Armchair Cooks Will Love It

By Anna Dantoni.
Correspondent

For the dad who would rather read about cooks than be one, you can’t do better than Michael Symons’s well illustrated and somewhat scholarly paperback book called “A History of Cooks and Cooking,” (University of Illinois Press.) It’s a neat piece of culinary historical reporting that turns up all sorts of random information that is bound to make, well, great dinner table conversation.

There’s the ancient debate over roasting versus baking of meats once fire has been discovered and tamed. Other chapters explain how the modern kitchen evolved, how food influences film (he names and talks about quite a few including Heartburn and Like Water for Hot Chocolate), the concept of the hearth, vegetarianism, the industrialization of food distribution and how and why food festivals came into commonality in modern social structures.
The author has a particular fondness and respect for knives and devotes a whole chapter to what he says is one of any cook’s two essential tools (the other being fire.) He reminds us that at the medieval table the knife was the most and sometimes the only common utensil and that guests would bring their own, wiping them down on their clothes after the meal.

Later, starting in Italy gracious hosts began providing knives to their dinner guests. A guest would use the knife to stab morsels from a common plate. But some hosts feared a table composed of knife-wielding nobles and possible assassination plots therein. So in 1669, for example, Louis XIV of France issued a royal edict making it illegal for anyone to carry pointed knives.

Symons goes into the details of carving, chopping, slicing, cleaving and, of course, here is where the professional butcher makes his grand entrance. The first ones were priests whose job it was to slay, divide and sacrifice an animal as part of religious ritual. Later, the butcher became central to the village commerce of food and still later the “carver” achieved high status at the dinner table. Think Thanksgiving and who does the cutting. Which usually brings us back to dad. Maybe he’s not always a cook but generally an enthusiastic carver. Make sure he has a good knife.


## GOAL OF THE EXERCISE
Search each line below for "legend", then return the lines where it appears.
========================================
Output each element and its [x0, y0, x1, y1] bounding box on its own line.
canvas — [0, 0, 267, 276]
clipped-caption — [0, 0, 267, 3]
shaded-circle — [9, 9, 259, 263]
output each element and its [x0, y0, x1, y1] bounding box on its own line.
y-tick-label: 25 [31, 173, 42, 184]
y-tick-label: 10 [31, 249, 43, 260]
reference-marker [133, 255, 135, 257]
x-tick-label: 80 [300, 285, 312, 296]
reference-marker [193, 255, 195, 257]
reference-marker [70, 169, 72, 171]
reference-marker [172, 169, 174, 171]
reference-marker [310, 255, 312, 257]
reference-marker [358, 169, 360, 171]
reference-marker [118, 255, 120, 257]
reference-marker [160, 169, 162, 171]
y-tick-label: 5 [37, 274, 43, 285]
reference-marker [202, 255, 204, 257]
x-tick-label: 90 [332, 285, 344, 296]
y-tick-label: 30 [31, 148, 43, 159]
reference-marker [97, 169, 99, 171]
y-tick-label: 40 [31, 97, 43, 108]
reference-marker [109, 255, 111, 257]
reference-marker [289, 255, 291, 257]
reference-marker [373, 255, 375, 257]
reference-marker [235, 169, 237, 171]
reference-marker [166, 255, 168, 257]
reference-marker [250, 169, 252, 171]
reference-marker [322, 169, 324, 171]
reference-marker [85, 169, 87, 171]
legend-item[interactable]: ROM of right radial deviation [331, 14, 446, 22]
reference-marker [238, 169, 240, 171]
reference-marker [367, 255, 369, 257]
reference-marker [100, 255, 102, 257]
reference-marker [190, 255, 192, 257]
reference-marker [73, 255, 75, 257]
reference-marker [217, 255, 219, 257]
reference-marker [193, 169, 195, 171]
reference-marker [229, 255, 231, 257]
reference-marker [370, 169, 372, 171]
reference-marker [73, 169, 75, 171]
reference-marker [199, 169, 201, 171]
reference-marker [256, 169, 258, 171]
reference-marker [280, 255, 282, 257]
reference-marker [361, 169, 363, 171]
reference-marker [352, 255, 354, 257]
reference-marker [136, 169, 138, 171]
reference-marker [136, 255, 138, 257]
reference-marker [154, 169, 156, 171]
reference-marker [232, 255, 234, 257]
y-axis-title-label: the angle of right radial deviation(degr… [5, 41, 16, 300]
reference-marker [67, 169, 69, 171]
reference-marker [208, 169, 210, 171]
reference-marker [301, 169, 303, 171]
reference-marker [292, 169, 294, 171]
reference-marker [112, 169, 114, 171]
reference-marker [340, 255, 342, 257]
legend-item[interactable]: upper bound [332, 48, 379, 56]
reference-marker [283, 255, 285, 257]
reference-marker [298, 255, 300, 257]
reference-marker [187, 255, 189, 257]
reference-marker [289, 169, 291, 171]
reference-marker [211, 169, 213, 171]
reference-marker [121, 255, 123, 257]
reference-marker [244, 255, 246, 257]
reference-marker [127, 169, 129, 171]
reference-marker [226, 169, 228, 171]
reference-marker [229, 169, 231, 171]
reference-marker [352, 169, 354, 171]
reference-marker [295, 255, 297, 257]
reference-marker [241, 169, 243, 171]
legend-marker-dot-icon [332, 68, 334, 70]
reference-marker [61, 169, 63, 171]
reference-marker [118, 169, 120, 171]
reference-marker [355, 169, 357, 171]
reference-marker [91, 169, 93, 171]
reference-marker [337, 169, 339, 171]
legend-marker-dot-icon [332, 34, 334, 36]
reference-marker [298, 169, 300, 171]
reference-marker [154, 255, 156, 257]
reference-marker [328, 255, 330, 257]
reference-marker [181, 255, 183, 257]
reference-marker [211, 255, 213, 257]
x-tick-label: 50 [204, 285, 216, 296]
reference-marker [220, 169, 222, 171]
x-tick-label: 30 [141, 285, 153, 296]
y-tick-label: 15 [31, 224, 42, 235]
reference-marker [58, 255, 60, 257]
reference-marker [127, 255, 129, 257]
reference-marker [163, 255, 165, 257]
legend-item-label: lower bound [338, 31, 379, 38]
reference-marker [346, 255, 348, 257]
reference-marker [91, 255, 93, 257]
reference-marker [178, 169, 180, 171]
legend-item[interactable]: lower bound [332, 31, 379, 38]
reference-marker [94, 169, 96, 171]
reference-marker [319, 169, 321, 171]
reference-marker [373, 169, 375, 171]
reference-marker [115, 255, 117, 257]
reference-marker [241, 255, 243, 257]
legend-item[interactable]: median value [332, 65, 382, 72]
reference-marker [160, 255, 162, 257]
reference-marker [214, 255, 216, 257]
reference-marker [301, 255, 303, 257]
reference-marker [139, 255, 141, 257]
========================================
## RESULT BELOW
legend-item[interactable]: ROM of right radial deviation [331, 14, 446, 22]
legend-item[interactable]: upper bound [332, 48, 379, 56]
legend-marker-dot-icon [332, 68, 334, 70]
legend-marker-dot-icon [332, 34, 334, 36]
legend-item-label: lower bound [338, 31, 379, 38]
legend-item[interactable]: lower bound [332, 31, 379, 38]
legend-item[interactable]: median value [332, 65, 382, 72]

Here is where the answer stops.